Posted on October 3, 2011 by Dissent

Maintaining patient privacy is always an issue in hospitals.  In emergency rooms, it may become even more challenging.

Last week, my mother was taken by ambulance to an emergency room. To protect her privacy, I won’t say why other than she definitely needed emergency medical care and was in danger of not one, but two, types of very serious problems.  Stabilizing her on both fronts was essential if she was to live.

The emergency room was crowded.  Overcrowded, actually, as patients were on gurneys in the hall because all of the individual cubicles/rooms were occupied.

And so my mother wound up in a cubicle with only a privacy screen separating her from another patient.

The cubicle was crowded as both my mother and the other patient had concerned family members there as well as ER staff running in and out caring for both patients.

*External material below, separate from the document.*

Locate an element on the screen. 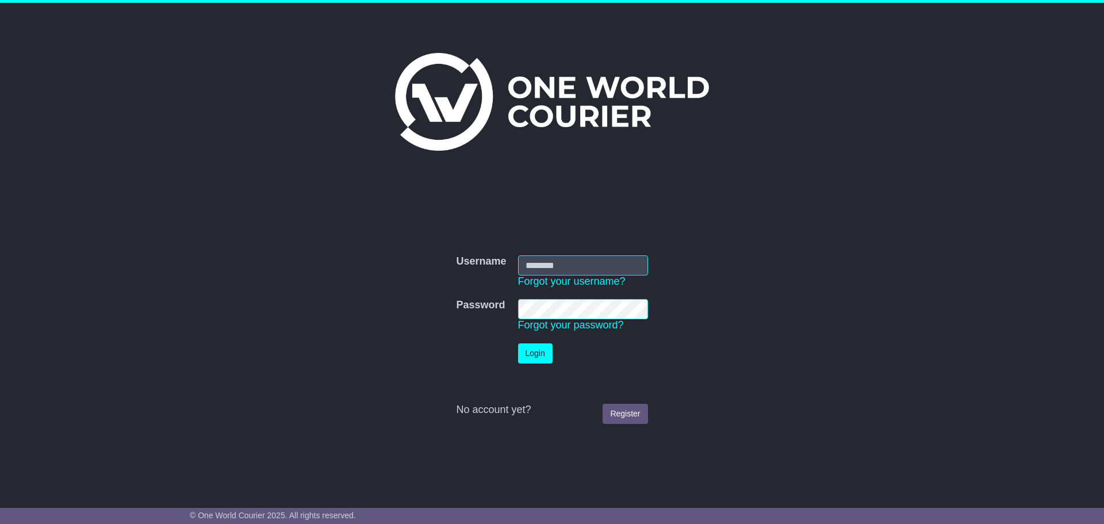 The height and width of the screenshot is (524, 1104). a: Forgot your username? is located at coordinates (572, 281).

But it was when a nurse tried to preserve some semblance of privacy that all holy heck broke loose.

A relative of the other patient in the cubicle was sitting on a chair, but the chair was situated so that he could see everything going on in my mother’s side of the cubicle. When the nurse saw that as she looked up from tending to my mother, she told him that he needed to move so that he was only on the other side of the screen.

Screaming ensued.  Accusations of the nurse being nasty or hostile, calls for the hospital administrator were made loudly, and the situation escalated. Hospital security was called, and chaos surrounded the staff’s efforts to care for my mother.  As they tried to tend to her and talk to me, it had to be hard for them to concentrate on what they were doing. It was certainly hard for me to hear what they were saying over the angry shouts of the other patient and her family member.

The yelling in the cubicle went on for quite a while until the other patient was moved elsewhere to get her away from the nurse she was offended by.  Even then, the yelling and nastiness continued outside the cubicle. I’ll spare you the details.

Maybe if the nurse had worded her request a bit differently to the other patient’s family member to explain the privacy issue, this wouldn’t have happened, but maybe it would have anyway under such tense circumstances.  But who would have thought that a simple direction, intended to protect patient privacy, would have led to such a furor.

I just hope that the nurse in question continues to look out for patient privacy despite the unpleasantness the other day and kudos to her for trying to protect her patients’ privacy  in the midst of difficult conditions.